There were many who took a very close interest in the affairs of young Arthur Forrest, for he was, or would be in a few weeks—that was all the period that divided him from his majority—a young man of property. Then he was an orphan. What more natural than that tender, sympathetic young ladies and pious, well-conducted matrons should watch his proceedings with affectionate interest, and strive to do what lay within their power to save him from the evil influences which were popularly supposed to be immediately surrounding him?
Unfortunately for the pious matrons and sympathetic young ladies, Arthur was well taken care of.
Mrs. Churchill was his aunt. She had tended him in his infancy, as she often said pathetically to a circle of admirers; she had the first claim on his love and gratitude. The gratitude Mrs. Churchill was anxious to keep as her inalienable right in Arthur: the love she had already passed on to her daughter and representative, pretty Adèle.
And hitherto Arthur had shown himself dutifully content with the arrangement. He did not think much of girls as a class, and certainly Adèle was as good a specimen of them as he had ever met. Then he was accustomed to her; she generally knew how to keep him amused; she was pretty, lively and well dressed. Till Arthur met Margaret he had never admired a shabby person. In fact, he was languidly grateful to Aunt Ellen and the Fates for having arranged matters so comfortably, because matters were actually arranged.
Mrs. Churchill knew the world she lived in too well to allow such a thing as a tacit understanding between the cousins, which a young man's whim could break through in a moment. She did not intend that her daughter's first youth and beauty should be spent in a devotion which was destined to meet with no adequate return. Adèle was rich and pretty—she would have no difficulty in meeting with a suitable partner; only to keep Arthur and his money in the family was desirable. Besides, he was young; he would make an amenable son-in-law; then he was already accustomed to the yoke—no small point this, in Mrs. Churchill's estimation.
When, therefore, Adèle had reached the age of eighteen and Arthur that of twenty—events which had happened almost simultaneously shortly before my story opens—Mrs. Churchill, as she fondly hoped and believed, put the finishing stroke to the edifice she had been forming. It had been her aim, during the few years that had passed since Arthur had emerged into young manhood, to make her house the most agreeable place in the world to him, and in this she had been eminently successful. Adèle had ably assisted her, for she, poor child! had always cherished affection for her handsome cousin—an affection which the dawn of womanhood and her mother's fostering influence ripened without much difficulty into a tenderer feeling.
She found it not easy, then, when wise eighteen had arrived, to understand her mother's tactics, for Arthur the welcome guest began from that date to be less warmly received, and obstacles were thrown in the way of their meetings, which had been so delightfully frequent and unembarrassed. They came notably from Mrs. Churchill, and yet her personal affection for her nephew seemed only to have increased; there was a tinge of gentle regret in her manner even while she appeared to be sending him from them.
It was almost more inexplicable to Arthur than to Adèle and at last he could bear it no longer.
With the love of universal popularity so common to his age, he hated the idea of being in his relative's bad graces; besides, the charms of his cousin's society increased tenfold in his imagination as difficulties cropped up to interfere with his quiet enjoyment of them.
"By Jove!" he said to himself in the course of a cigar-fed meditation, "I must have it out with Aunt Ellen at once."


EXERCISE DETAILS ->
Please print every record below exactly as written, leaving out the pictures.

[Records from a data source]
%%

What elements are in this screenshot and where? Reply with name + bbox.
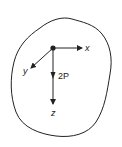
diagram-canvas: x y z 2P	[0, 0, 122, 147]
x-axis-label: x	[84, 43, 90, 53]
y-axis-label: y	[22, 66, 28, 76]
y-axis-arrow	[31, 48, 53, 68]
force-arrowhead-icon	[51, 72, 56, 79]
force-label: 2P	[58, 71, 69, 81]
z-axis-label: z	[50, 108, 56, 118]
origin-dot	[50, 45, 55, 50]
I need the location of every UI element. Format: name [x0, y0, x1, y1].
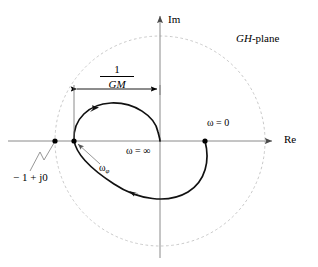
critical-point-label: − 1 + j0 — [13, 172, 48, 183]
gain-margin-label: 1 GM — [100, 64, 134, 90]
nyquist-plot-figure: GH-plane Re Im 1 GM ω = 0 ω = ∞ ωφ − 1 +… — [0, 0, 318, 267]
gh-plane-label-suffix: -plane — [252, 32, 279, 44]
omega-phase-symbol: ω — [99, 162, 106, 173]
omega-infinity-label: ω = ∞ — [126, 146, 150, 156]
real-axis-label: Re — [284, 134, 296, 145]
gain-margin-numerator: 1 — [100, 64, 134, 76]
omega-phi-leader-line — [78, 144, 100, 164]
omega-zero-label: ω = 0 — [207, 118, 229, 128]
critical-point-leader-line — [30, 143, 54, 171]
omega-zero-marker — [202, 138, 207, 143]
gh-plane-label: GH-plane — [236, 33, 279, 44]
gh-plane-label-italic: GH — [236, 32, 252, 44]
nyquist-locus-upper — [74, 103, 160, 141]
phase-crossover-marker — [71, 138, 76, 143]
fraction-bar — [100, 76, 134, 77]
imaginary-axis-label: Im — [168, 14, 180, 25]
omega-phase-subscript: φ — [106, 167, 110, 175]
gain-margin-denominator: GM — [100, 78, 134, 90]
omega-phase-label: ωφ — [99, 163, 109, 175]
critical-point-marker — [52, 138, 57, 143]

%%

SOLUTION TO THE EXERCISE ->
What elements are in this screenshot and where? Reply with name + bbox.
diagram-canvas: x y z 2P	[0, 0, 122, 147]
x-axis-label: x	[84, 43, 90, 53]
y-axis-label: y	[22, 66, 28, 76]
y-axis-arrow	[31, 48, 53, 68]
force-arrowhead-icon	[51, 72, 56, 79]
force-label: 2P	[58, 71, 69, 81]
z-axis-label: z	[50, 108, 56, 118]
origin-dot	[50, 45, 55, 50]
I need the location of every UI element. Format: name [x0, y0, x1, y1].
critical-point-label: − 1 + j0 — [13, 172, 48, 183]
gain-margin-label: 1 GM — [100, 64, 134, 90]
nyquist-plot-figure: GH-plane Re Im 1 GM ω = 0 ω = ∞ ωφ − 1 +… — [0, 0, 318, 267]
gh-plane-label-suffix: -plane — [252, 32, 279, 44]
omega-phase-symbol: ω — [99, 162, 106, 173]
omega-infinity-label: ω = ∞ — [126, 146, 150, 156]
real-axis-label: Re — [284, 134, 296, 145]
gain-margin-numerator: 1 — [100, 64, 134, 76]
omega-phi-leader-line — [78, 144, 100, 164]
omega-zero-label: ω = 0 — [207, 118, 229, 128]
critical-point-leader-line — [30, 143, 54, 171]
omega-zero-marker — [202, 138, 207, 143]
gh-plane-label: GH-plane — [236, 33, 279, 44]
gh-plane-label-italic: GH — [236, 32, 252, 44]
nyquist-locus-upper — [74, 103, 160, 141]
phase-crossover-marker — [71, 138, 76, 143]
fraction-bar — [100, 76, 134, 77]
imaginary-axis-label: Im — [168, 14, 180, 25]
omega-phase-subscript: φ — [106, 167, 110, 175]
gain-margin-denominator: GM — [100, 78, 134, 90]
omega-phase-label: ωφ — [99, 163, 109, 175]
critical-point-marker — [52, 138, 57, 143]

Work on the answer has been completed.